I’m Talkin’ About My Generation.
**Update: Treasury has just issued its reports on Medicare and Social Security, the results making this article more timely and relevant than I had intended. Together SS and Medicare make up 36% of federal spending. The Social Security trust fund is predicted to run dry in 2033, while the Medicare hospital trust fund (for inpatient services) is slated for extinction in 2024. Link to the report here.
Over the past few months i have struggled with how to portray the recent changes coming down the pike for medicare, what with ACO’s, and impending cuts due to mounting deficits and the ever increasing costs of medical care. What viewpoint, I wondered, should this blog take on these issues?
Should I take the role of the traditional physician-blogger, and share the viewpoint of the myriad other physicians around me who live with uncertainty about how to run their practices in the current fiscally deprived environment? Should I write about the constant worry about whether congress will extend the recurrent doc-fix or let the draconian cuts in reimbursements go through? Will I write about whether there will come a time when it will no longer be feasible to accept Medicare or Medicaid?
Should I take my role as a physician and further extend it to that of the patient advocate on a macroscopic scale? This seems to be a natural role that most physicians play; looking out for our patients to make sure they have access to a consistent level of care with the most successful and well researched therapies available. Should I also extend this line of thinking to the healthcare financing debate and advocate for patients to have the maximum amount of money available for their care?
Both of these perspectives are important and I routinely take them both in my daily practice (how could any physician do otherwise?). But there is one very important reason why I am not going to take either of these positions here . . . they are already well represented. The Medicare population is well represented in both political parties, and they have powerful lobbies acting on their behalf. Organized medicine is represented as well, its political leanings in many ways aligning with their biggest customers (see previous sentence).
But there’s another group that seems to be minimally involved in this discussion, but may in fact have the most to gain or lose in this debate, though they don’t seem to know it yet. It’s the generation that has to pay the tab for all this stuff. It’s Generation X (and Gen Y).
Generation X is my generation, and it needs to listen to what’s going on in this debate, and get involved. That, I have decided, is the viewpoint I will attempt to air in this blog. . .I’m talking about my generation because nobody else seems to be.
The author John Ulrich describes Generation X as “a group of young people, seemingly without identity, who face an uncertain, ill-defined (and perhaps hostile) future.” And when it comes to the future of Gen X’s medical care, this statement could not be more true. If you grew up listening to Death Row records, or think of Seattle as a music Mecca, I’m talking to you. If you ever wore Jams, or know what a dungeon master is, or played with a Nintendo that didn’t have “Wii” or “DS” in its title, listen up.
These days, you’re doing more than you did back then. A lot more. I know because you’re bringing in your elderly parents to their appointments, where I talk to you on a daily basis. While your parents had a lifelong career in manufacturing with health benefits, a pension, and now Medicare, you would be counted among a lucky few to have any of those. Today, you have multiple jobs, with little security. If you are fortunate enough to have health insurance, you probably have a high deductible, and you pay 20% of the costs or more. That’s likely quite a bit more than your parents paid and are paying now, even though your costs are much lower. You have little saved for the future. You chip in for your parents care, and hope that your kids will qualify for a college scholarship, since paying off your own student loans means that you won’t be able to contribute much to their education. And you hope that Medicare and Social Security will be there for you too when you retire, but you have a sinking feeling that they won’t be. Well, I’m here to tell you, given the current political climate in Washington, where he with the highest paid lobbyists rules the day, you are probably right.
Simply put, you are the first generation of Americans with a lower standard of living than your parents. And if you don’t let yourselves be heard, the politicians in Washington will be more than happy to steal any chance you might have left for a relatively stable retirement and hand it over to their current constituents. You of course will have a nice tab to remember them by. It’s nothing short of generational theft, and it’s taking place right under your nose. So Gen X, this is your time, write, blog, email, tweet, etch-a-sketch, do what you have to do to make yourselves be heard. Tell your politicians that making Medicare and Social Security financially sound for the long term is important to you. If we do not act, we’ll have no one to blame but ourselves when we’re forced to look for yet another job at the tender young age of 80.
For more commentary on the crux of the problem with medicare, see Healthcare Armegaddon 5.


- **Exercise brief**
With the pictures left out, every record must be reproduced exactly.

- **Given data**
=== Section Start ===

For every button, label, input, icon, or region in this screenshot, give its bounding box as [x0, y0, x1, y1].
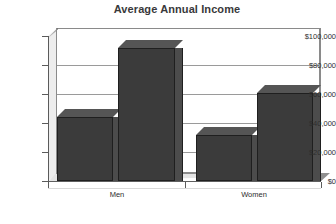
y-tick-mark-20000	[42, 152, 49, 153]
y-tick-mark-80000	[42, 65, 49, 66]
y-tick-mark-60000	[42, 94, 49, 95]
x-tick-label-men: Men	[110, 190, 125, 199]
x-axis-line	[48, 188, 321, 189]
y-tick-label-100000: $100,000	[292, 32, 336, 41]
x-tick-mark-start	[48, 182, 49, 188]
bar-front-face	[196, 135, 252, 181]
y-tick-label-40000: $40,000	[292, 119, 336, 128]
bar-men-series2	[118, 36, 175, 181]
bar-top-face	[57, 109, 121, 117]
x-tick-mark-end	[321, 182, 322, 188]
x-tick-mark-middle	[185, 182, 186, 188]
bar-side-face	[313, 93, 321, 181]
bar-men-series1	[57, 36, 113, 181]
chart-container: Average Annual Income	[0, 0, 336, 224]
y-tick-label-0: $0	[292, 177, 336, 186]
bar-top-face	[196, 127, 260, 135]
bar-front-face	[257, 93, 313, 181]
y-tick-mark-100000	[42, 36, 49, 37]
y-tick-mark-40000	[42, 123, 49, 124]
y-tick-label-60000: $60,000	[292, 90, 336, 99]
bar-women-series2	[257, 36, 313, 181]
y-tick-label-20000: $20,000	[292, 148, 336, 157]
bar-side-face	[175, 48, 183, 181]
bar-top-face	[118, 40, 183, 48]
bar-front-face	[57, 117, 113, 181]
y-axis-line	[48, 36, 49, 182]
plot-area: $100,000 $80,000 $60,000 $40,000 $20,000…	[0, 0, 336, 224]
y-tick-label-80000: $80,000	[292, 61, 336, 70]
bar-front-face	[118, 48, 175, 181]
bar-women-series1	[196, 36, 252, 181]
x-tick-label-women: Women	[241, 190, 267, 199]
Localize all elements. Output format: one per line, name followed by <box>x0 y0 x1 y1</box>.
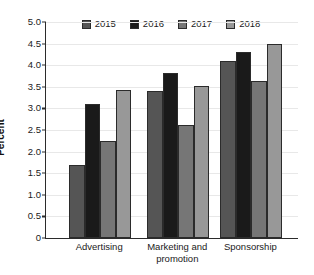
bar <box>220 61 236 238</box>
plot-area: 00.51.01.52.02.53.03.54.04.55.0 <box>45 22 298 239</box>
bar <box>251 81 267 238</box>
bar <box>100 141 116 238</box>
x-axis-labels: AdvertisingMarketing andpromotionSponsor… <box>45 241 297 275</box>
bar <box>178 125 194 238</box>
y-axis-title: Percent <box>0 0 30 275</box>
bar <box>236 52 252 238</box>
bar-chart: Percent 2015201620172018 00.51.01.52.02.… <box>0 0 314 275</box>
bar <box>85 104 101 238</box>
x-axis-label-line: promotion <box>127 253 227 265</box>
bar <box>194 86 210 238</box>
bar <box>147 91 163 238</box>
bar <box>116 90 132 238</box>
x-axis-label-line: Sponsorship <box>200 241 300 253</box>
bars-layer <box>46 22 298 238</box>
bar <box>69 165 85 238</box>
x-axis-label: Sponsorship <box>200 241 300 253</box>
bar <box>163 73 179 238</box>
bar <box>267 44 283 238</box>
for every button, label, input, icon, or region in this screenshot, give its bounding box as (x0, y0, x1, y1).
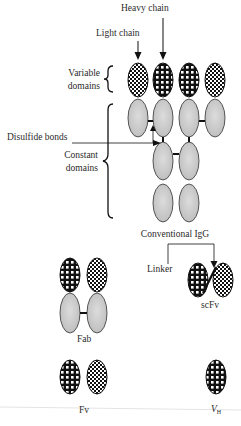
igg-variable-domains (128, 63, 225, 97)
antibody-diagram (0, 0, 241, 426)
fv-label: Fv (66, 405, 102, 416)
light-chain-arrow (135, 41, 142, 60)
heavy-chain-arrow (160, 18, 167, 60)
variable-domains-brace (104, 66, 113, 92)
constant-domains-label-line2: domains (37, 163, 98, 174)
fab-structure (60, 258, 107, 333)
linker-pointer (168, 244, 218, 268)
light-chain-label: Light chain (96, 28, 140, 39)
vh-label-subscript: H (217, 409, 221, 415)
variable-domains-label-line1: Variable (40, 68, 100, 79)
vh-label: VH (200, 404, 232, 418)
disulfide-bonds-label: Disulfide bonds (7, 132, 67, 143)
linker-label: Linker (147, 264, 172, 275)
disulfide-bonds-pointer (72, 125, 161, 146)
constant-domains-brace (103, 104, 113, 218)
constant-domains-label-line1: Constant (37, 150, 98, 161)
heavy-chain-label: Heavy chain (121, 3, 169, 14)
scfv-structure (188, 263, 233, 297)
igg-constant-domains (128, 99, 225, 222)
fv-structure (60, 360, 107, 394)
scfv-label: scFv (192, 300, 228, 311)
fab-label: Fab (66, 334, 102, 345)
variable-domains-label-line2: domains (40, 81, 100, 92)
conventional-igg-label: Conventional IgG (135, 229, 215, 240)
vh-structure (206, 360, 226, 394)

=== Section End ===

- **Task response**
For every button, label, input, icon, or region in this screenshot, give its bounding box as [x0, y0, x1, y1].
y-tick-mark-20000	[42, 152, 49, 153]
y-tick-mark-80000	[42, 65, 49, 66]
y-tick-mark-60000	[42, 94, 49, 95]
x-tick-label-men: Men	[110, 190, 125, 199]
x-axis-line	[48, 188, 321, 189]
y-tick-label-100000: $100,000	[292, 32, 336, 41]
x-tick-mark-start	[48, 182, 49, 188]
bar-front-face	[196, 135, 252, 181]
y-tick-label-40000: $40,000	[292, 119, 336, 128]
bar-men-series2	[118, 36, 175, 181]
bar-top-face	[57, 109, 121, 117]
x-tick-mark-end	[321, 182, 322, 188]
x-tick-mark-middle	[185, 182, 186, 188]
bar-side-face	[313, 93, 321, 181]
bar-men-series1	[57, 36, 113, 181]
chart-container: Average Annual Income	[0, 0, 336, 224]
y-tick-label-0: $0	[292, 177, 336, 186]
bar-top-face	[196, 127, 260, 135]
bar-front-face	[257, 93, 313, 181]
y-tick-mark-100000	[42, 36, 49, 37]
y-tick-mark-40000	[42, 123, 49, 124]
y-tick-label-60000: $60,000	[292, 90, 336, 99]
bar-women-series2	[257, 36, 313, 181]
y-tick-label-20000: $20,000	[292, 148, 336, 157]
bar-side-face	[175, 48, 183, 181]
bar-top-face	[118, 40, 183, 48]
bar-front-face	[57, 117, 113, 181]
y-axis-line	[48, 36, 49, 182]
plot-area: $100,000 $80,000 $60,000 $40,000 $20,000…	[0, 0, 336, 224]
y-tick-label-80000: $80,000	[292, 61, 336, 70]
bar-front-face	[118, 48, 175, 181]
bar-women-series1	[196, 36, 252, 181]
x-tick-label-women: Women	[241, 190, 267, 199]
Localize all elements. Output format: one per line, name followed by <box>x0 y0 x1 y1</box>.
bar <box>220 61 236 238</box>
plot-area: 00.51.01.52.02.53.03.54.04.55.0 <box>45 22 298 239</box>
bar <box>251 81 267 238</box>
bar <box>100 141 116 238</box>
x-axis-labels: AdvertisingMarketing andpromotionSponsor… <box>45 241 297 275</box>
bar <box>178 125 194 238</box>
y-axis-title: Percent <box>0 0 30 275</box>
bar <box>236 52 252 238</box>
bar-chart: Percent 2015201620172018 00.51.01.52.02.… <box>0 0 314 275</box>
bar <box>85 104 101 238</box>
x-axis-label-line: promotion <box>127 253 227 265</box>
bar <box>194 86 210 238</box>
bar <box>147 91 163 238</box>
bar <box>116 90 132 238</box>
x-axis-label-line: Sponsorship <box>200 241 300 253</box>
bars-layer <box>46 22 298 238</box>
bar <box>69 165 85 238</box>
x-axis-label: Sponsorship <box>200 241 300 253</box>
bar <box>163 73 179 238</box>
bar <box>267 44 283 238</box>
for every button, label, input, icon, or region in this screenshot, give its bounding box as (x0, y0, x1, y1).
igg-variable-domains (128, 63, 225, 97)
antibody-diagram (0, 0, 241, 426)
fv-label: Fv (66, 405, 102, 416)
light-chain-arrow (135, 41, 142, 60)
heavy-chain-arrow (160, 18, 167, 60)
variable-domains-brace (104, 66, 113, 92)
constant-domains-label-line2: domains (37, 163, 98, 174)
fab-structure (60, 258, 107, 333)
linker-pointer (168, 244, 218, 268)
light-chain-label: Light chain (96, 28, 140, 39)
vh-label-subscript: H (217, 409, 221, 415)
variable-domains-label-line1: Variable (40, 68, 100, 79)
vh-label: VH (200, 404, 232, 418)
disulfide-bonds-label: Disulfide bonds (7, 132, 67, 143)
linker-label: Linker (147, 264, 172, 275)
disulfide-bonds-pointer (72, 125, 161, 146)
constant-domains-brace (103, 104, 113, 218)
constant-domains-label-line1: Constant (37, 150, 98, 161)
heavy-chain-label: Heavy chain (121, 3, 169, 14)
scfv-structure (188, 263, 233, 297)
igg-constant-domains (128, 99, 225, 222)
fv-structure (60, 360, 107, 394)
scfv-label: scFv (192, 300, 228, 311)
fab-label: Fab (66, 334, 102, 345)
variable-domains-label-line2: domains (40, 81, 100, 92)
conventional-igg-label: Conventional IgG (135, 229, 215, 240)
vh-structure (206, 360, 226, 394)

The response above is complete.